When P. J. O’Rourke, H. L. Mencken research fellow at the Cato Institute, spoke at the 20th Annual Benefactor Summit on February 9, it didn’t take him long to settle into his comic groove. It being only a few days after Super Tuesday, he had plenty of source material.

“Rudy Giuliani’s lofty campaign promise is that there will be a tragedy every week.” “Everyone respects John McCain. He’s tough. He’s consistent. He’s wrong.” As for Mitt Romney, he “should go back into business.”

Characterizing Barack Obama as having the “Disney factor,” he said America seems to have forgotten he’s still only a politician. “Politicians are like the Seven Dwarves. They’re short — short on ethics, short on experience, and short on common sense,” he said to roars from Cato Sponsors. “But we keep thinking one of these dwarves is going to save our snow white butt.” Lamenting that Bill Richardson, Joe Biden, and Chris Dodd — “the three Democrats actually qualified to be president” — had exited the race, he expressed the hope that John Edwards (and his hair) and Hillary Clinton (and her husband) do the same.

P. J. O’Rourke is not alone among Cato scholars in having no horse in this race. Ed Crane, founder and president of the Cato Institute, doesn’t much care for John McCain’s saber-rattling, and reserves special scorn for his free-speech-restricting campaign finance regulations, as he pointed out most recently in a January Examiner interview. But the alternatives may be worse. In a Financial Times op-ed “Is Hillary Clinton a Neocon?” Crane asserted that Hillary Clinton fundamentally rejects the American liberal tradition. Instead of protecting life, liberty, and the pursuit of happiness, Clinton would give Americans “national goals” — and socialized healthcare.

Meanwhile Barack Obama, despite his billing, does not represent “change” either, says David Boaz, executive vice president at the Cato Institute. “When you strip away all the verbiage, what is left is a shorter version of Hillary Clinton’s speeches,” he said at a February 13 book launch party for The Politics of Freedom. Obama would provide a subsidy, a handout, a program, or a transfer to every identifiable interest group in society, said Boaz. For all the talk about rising above partisanship and transcending polarization, what Obama is really saying is that as president he — and not Hillary — would be able to “overcome America’s resistance to big government.” Meanwhile, Will Wilkinson, research fellow at the Cato Institute, had Obama pegged as far back as 2005. Writing in the American Spectator on a June 4, 2005, Obama commencement address at Knox College, Wilkinson praised Obama’s oratory, but said, when it comes to substance, he and his supporters must face the fact that “the New Deal … has not been new for 70 years now.”
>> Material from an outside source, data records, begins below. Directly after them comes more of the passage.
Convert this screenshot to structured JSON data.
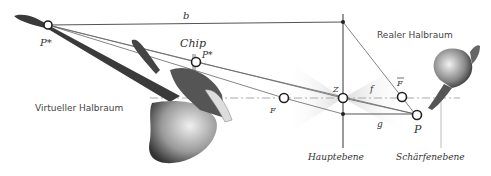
{
  "labels": {
    "b": "b",
    "p_star_left": "P*",
    "chip": "Chip",
    "p_star_chip": "P*",
    "virtual_half_space": "Virtueller Halbraum",
    "real_half_space": "Realer Halbraum",
    "focal_left": "F",
    "center": "Z",
    "f": "f",
    "focal_right": "F",
    "g": "g",
    "p": "P",
    "principal_plane": "Hauptebene",
    "focus_plane": "Schärfenebene"
  },
  "colors": {
    "line": "#555555",
    "axis": "#aaaaaa",
    "cone": "#dcdcdc",
    "object_dark": "#333333",
    "object_mid": "#888888"
  }
}
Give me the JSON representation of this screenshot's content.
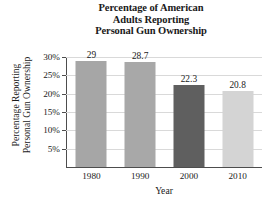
{
  "chart_data": {
    "type": "bar",
    "title": "Percentage of American Adults Reporting Personal Gun Ownership",
    "title_lines": [
      "Percentage of American",
      "Adults Reporting",
      "Personal Gun Ownership"
    ],
    "xlabel": "Year",
    "ylabel": "Percentage Reporting Personal Gun Ownership",
    "ylabel_lines": [
      "Percentage Reporting",
      "Personal Gun Ownership"
    ],
    "categories": [
      "1980",
      "1990",
      "2000",
      "2010"
    ],
    "values": [
      29,
      28.7,
      22.3,
      20.8
    ],
    "value_labels": [
      "29",
      "28.7",
      "22.3",
      "20.8"
    ],
    "bar_colors": [
      "#a6a6a6",
      "#a8a8a8",
      "#5f5f5f",
      "#d4d4d4"
    ],
    "ylim": [
      0,
      30
    ],
    "ytick_values": [
      30,
      25,
      20,
      15,
      10,
      5
    ],
    "ytick_labels": [
      "30%",
      "25%",
      "20%",
      "15%",
      "10%",
      "5%"
    ],
    "grid": true,
    "legend": false,
    "axis_color": "#4d4d4d",
    "gridline_color": "#d9d9d9",
    "background": "#ffffff"
  }
}
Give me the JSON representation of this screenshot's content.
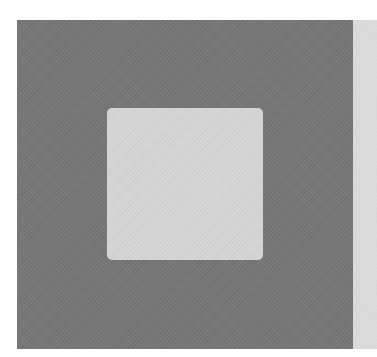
{
  "graphic": {
    "description": "Grayscale abstract composition: dark square with centered light rounded square and a light vertical strip on the right",
    "colors": {
      "background": "#ffffff",
      "outer_square": "#777777",
      "inner_square": "#d4d4d4",
      "side_strip": "#d9d9d9"
    }
  }
}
Cato scholars are always looking for new ways to publicize their research, and campaign commentary represents a great opportunity to do just that. In a February 29 appearance on the Fox News Channel, Daniel T. Griswold, director of the Center for Trade Policy Studies, defended NAFTA in the face of calls from Obama and Clinton to amend it. The decline in manufacturing long predated NAFTA, he asserted, and was caused by the American economy’s transition from heavy industry to an information-based service economy. “It’s a cruel illusion to say that if we go in and tinker with NAFTA that there will be some kind of industrial renaissance.” Over the past 12 months, Cato senior fellow Michael D. Tanner has appeared on the CBS Evening News, ABC News Now, CNN’s Glenn Beck, Reuters TV, and scores of radio programs to talk about the problems with government-imposed health insurance mandates and to remind viewers that, no matter who becomes president, Social Security’s pending insolvency must be addressed.

Gene Healy, senior editor at the Cato Institute, is not content to critique any one candidate or policy platform. In The Cult of the Presidency, he takes on the entire office. Though American political culture is often deemed “cynical,” Healy says that by contrast the public is immersed in a romance with the imperial presidency — it is “pining for Camelot,” as he puts it. This love affair is not harmless, for when the public expects the president to solve national-scale problems, the president will usurp additional powers to meet that demand. The result is grand, unconstitutional, failed policies like No Child Left Behind — not to mention our entitlement legacy of Social Security and Medicare. A major part of Healy’s April-May book tour is to remind Americans that it wasn’t always this way. The Framers saw the president as a constitutionally constrained chief executive with an important, but limited job: to defend the country when attacked, check Congress when it violates the Constitution, enforce the law, and little else. Healy points out that the presidential office stood much the way the Founders envisioned as late as the last years of the 19th century.